Nothing is more fatal to happiness than the remembrance of happiness.
If only we could lean over the soul we love and see as in a mirror the image we cast!
From the satisfaction of desire there may arise, accompanying joy and as it were sheltering behind it, something not unlike despair.
You have to let other people be right' was his answer to their insults. 'It consoles them for not being anything else.
Other people's appetites easily appear excessive when one doesn't share them.
One should want only one thing and want it constantly. Then one is sure of getting it. But I desire everything, and consequently get nothing.
Humanity cherishes its swaddling clothes; but it shall not grow up unless it can free itself from them. Turning down his mother's breast does not make the weaned child ungrateful. ... Rise up naked, valiant; make the sheaths crack; push aside the stakes; to grow straight you need no more than the thrust of your sap and the call of the sun.
"Let the dead bury the dead." There is not a single word of Christ to which the Christian religion has paid less attention.
Of some forty families I have been able to observe, I know hardly four in which the parents do not act in such a way that nothing would be more desirable for the child than to escape their influence.
If life were organized, there would be no need for art.
What I dislike least in my former self are the moments of prayer.
It is only in adventure that some people succeed in knowing themselves - in finding themselves.
Drunkenness is never anything but a substitute for happiness.
Do not do what someone else could do as well as you. Do not say, do not write what someone else could say, could write as well as you. Care for nothing in yourself but what you feel exists nowhere else. And, out of yourself create, impatiently or patiently, the most irreplaceable of beings.
Our deeds attach themselves to us like the flame to phosphorus. They constitute our brilliance, to be sure, but only in so far as they consume us.
Enduring fame is promised only to those writers who can offer to successive generations a substance constantly renewed; for every generation arrives upon the scene with its own particular hunger.

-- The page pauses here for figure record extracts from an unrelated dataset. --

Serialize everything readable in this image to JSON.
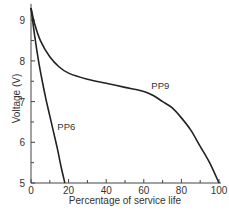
{
  "chart_data": {
    "type": "line",
    "title": "",
    "xlabel": "Percentage of service life",
    "ylabel": "Voltage (V)",
    "xlim": [
      0,
      100
    ],
    "ylim": [
      5,
      9.4
    ],
    "x_ticks": [
      0,
      20,
      40,
      60,
      80,
      100
    ],
    "x_minor_ticks": [
      10,
      30,
      50,
      70,
      90
    ],
    "y_ticks": [
      5,
      6,
      7,
      8,
      9
    ],
    "y_minor_ticks": [
      5.5,
      6.5,
      7.5,
      8.5
    ],
    "grid": false,
    "legend": "none (curves labeled inline)",
    "series": [
      {
        "name": "PP9",
        "x": [
          0,
          2,
          5,
          10,
          15,
          20,
          30,
          40,
          50,
          60,
          65,
          70,
          75,
          80,
          85,
          90,
          95,
          100
        ],
        "y": [
          9.3,
          8.9,
          8.5,
          8.1,
          7.85,
          7.7,
          7.55,
          7.45,
          7.35,
          7.25,
          7.15,
          7.0,
          6.85,
          6.6,
          6.3,
          5.9,
          5.5,
          5.0
        ],
        "label_position": {
          "x": 64,
          "y": 7.3
        }
      },
      {
        "name": "PP6",
        "x": [
          0,
          2,
          4,
          6,
          8,
          10,
          12,
          14,
          16,
          18
        ],
        "y": [
          9.3,
          8.6,
          8.0,
          7.5,
          7.05,
          6.65,
          6.25,
          5.85,
          5.4,
          5.0
        ],
        "label_position": {
          "x": 14,
          "y": 6.3
        }
      }
    ]
  },
  "axes": {
    "xlabel": "Percentage of service life",
    "ylabel": "Voltage (V)"
  }
}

Old hands soil, it seems, whatever they caress, but they too have their beauty when they are joined in prayer. Young hands were made for caresses and the sheathing of love. It is a pity to make them join too soon.
I advise the young to tell themselves constantly that most often it is up to them alone.
Most often it happens that one attributes to others only the feelings of which one is capable oneself.
Though a revolution may call itself "national," it always marks the victory of a single party.
I would like the events never to be told directly by the author, but rather to be introduced (and several times, from various angles) by those among the characters on whom they will have had any effect. I would like those events, in the account they will make of them, to appear slightly distorted; a kind of interest stems, for the reader, from the simple fact that he should need to restore. The story requires his collaboration in order to properly take shape.
No encounter occured that day, and I was glad of it; I took out of my pocket a little Homer I had not opened since leaving Marseilles, reread three lines of the Odyssey, learned them by heart; then, finding sufficient sustenance in their rhythm and reveling in them at leisure, I closed the book and remained, trembling, more alive than I had thought possible, my mind numb with happiness.
The young people who come to me in the hope of hearing me utter a few memorable maxims are quite disappointed. Aphorisms are not my forte, I say nothing but banalities.... I listen to them and they go away delighted.
I have never produced anything good except by a long succession of slight efforts.
Man's first and greatest victory must be won against the gods.